Starting Wednesday night, I leave for a teaching trip out west. First stop: Houston, Texas. I'll get to visit family first for a couple of days and then the gals from the Lakeview Quilters Guild are taking a two-day workshop with me on the Star of Bethlehem quilt pattern. Like the Lone Star, a Star of Bethlehem has a big center star pieced from small diamonds but then the quiltmaker adds smaller pieced stars placed between the eight legs of the center motif.
I was inspired by an old quilt in my collection. A North Carolina piece, and possibly of Lumbee Indian origin, I made a not-exactly-the-same-but-close tribute piece. The close-up shows that what looks like a darker shade of green was probably a home-dyed blue when the quilt was made in the 1920s. Making this quilt, over an eighteen month period, confirmed for me once again that I love the process and flow of hand work. But this is not the quilt to make if you have a deadline!

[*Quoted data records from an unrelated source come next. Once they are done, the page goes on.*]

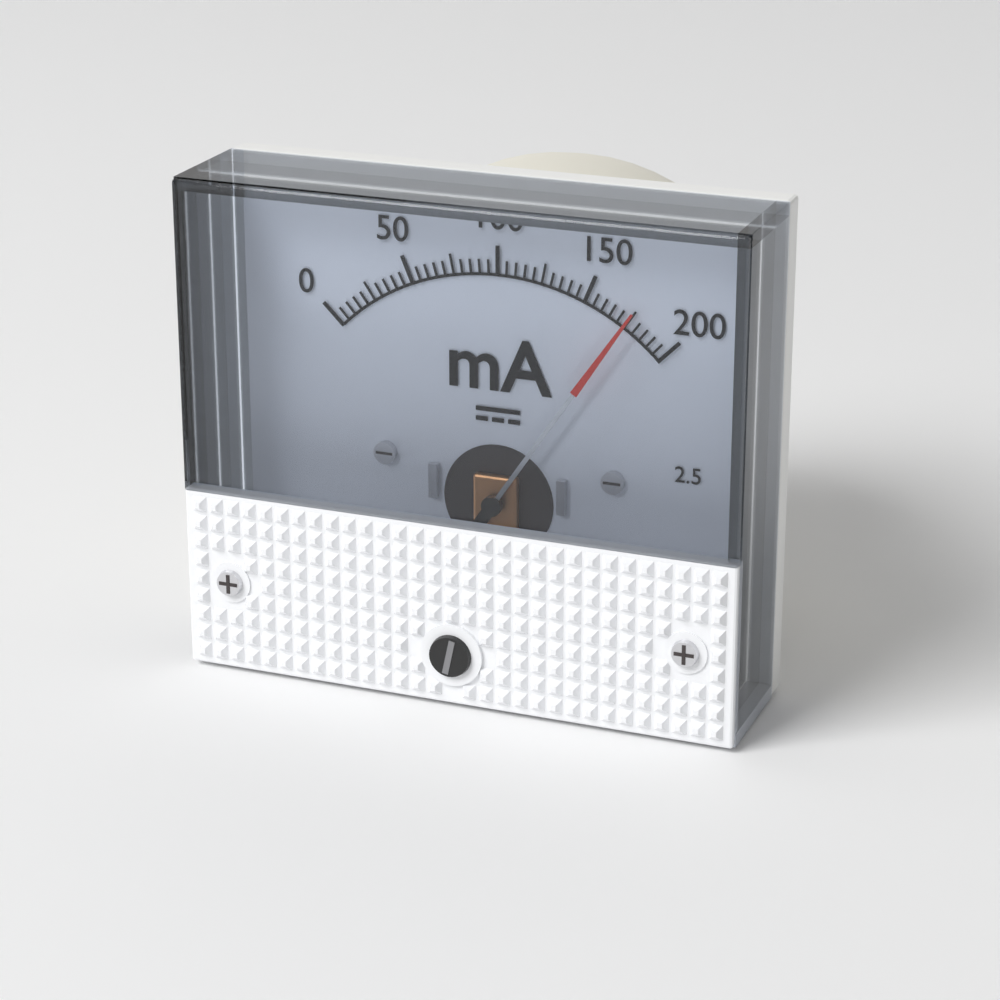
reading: 175 mA
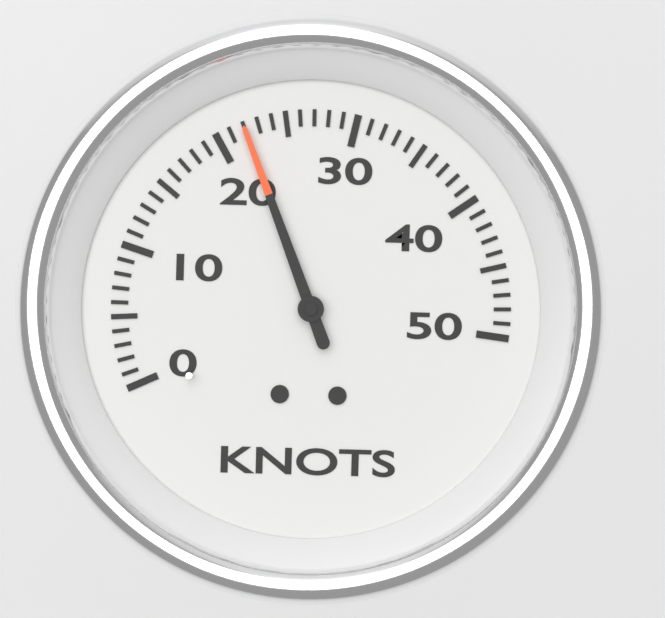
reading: 22 knots
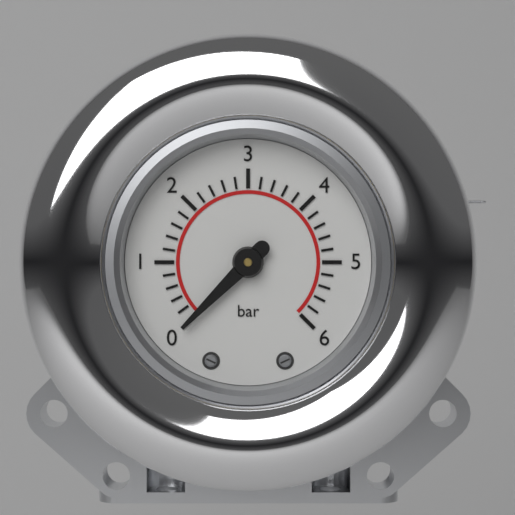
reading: 0.0 bar
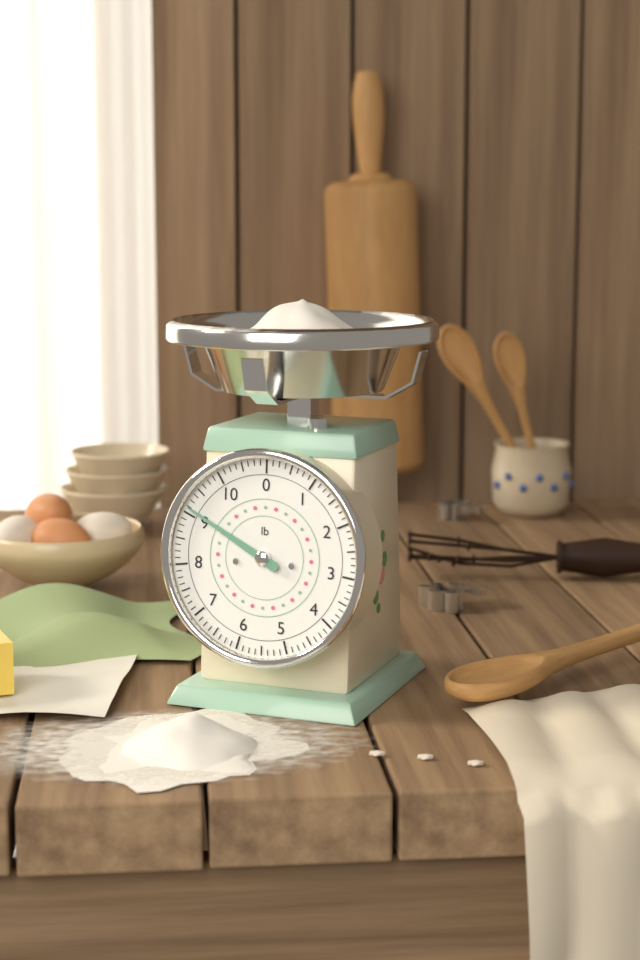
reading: 9.125 lb
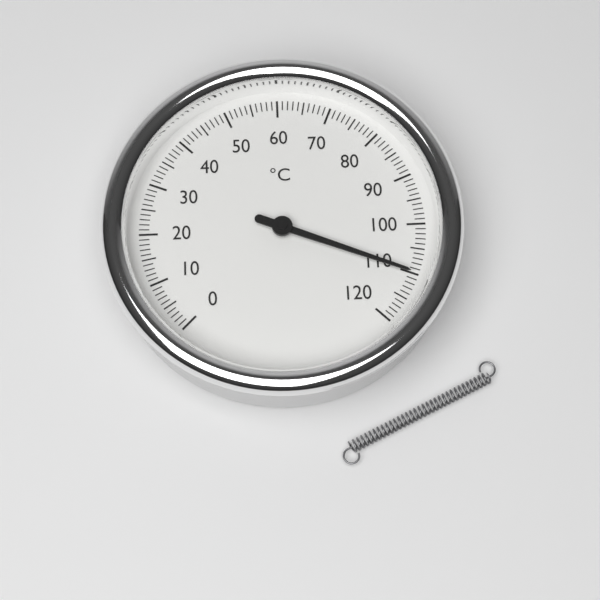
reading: 110 °C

I had to bring back the idea that blue had been a part of this quilt so my version has a strong cornflower blue added to the mix. And I got finicky about those sawteeth and made sure they all matched which meant I had to make more of the little buggers. I loved making this quilt.
The Lakeview gals are welcome to piece by hand or machine and we'll have two days to make the magic happen.
Then I go on to the Washington State Quilters in Spokane. This group gets Mastering Quilt Marking, a half-day of the 19th Century Pineapple and another half-day of Conquering Curves and a double-dose, day and evening, of my favorite talk, a show-and-tell of scrap quilts old and new.
3 comments:
What an incredible quilt. Sure looks different in the true blue.
Lovely, lovely, lovely!
It is certainly an incredible quilt - it looks wonderful.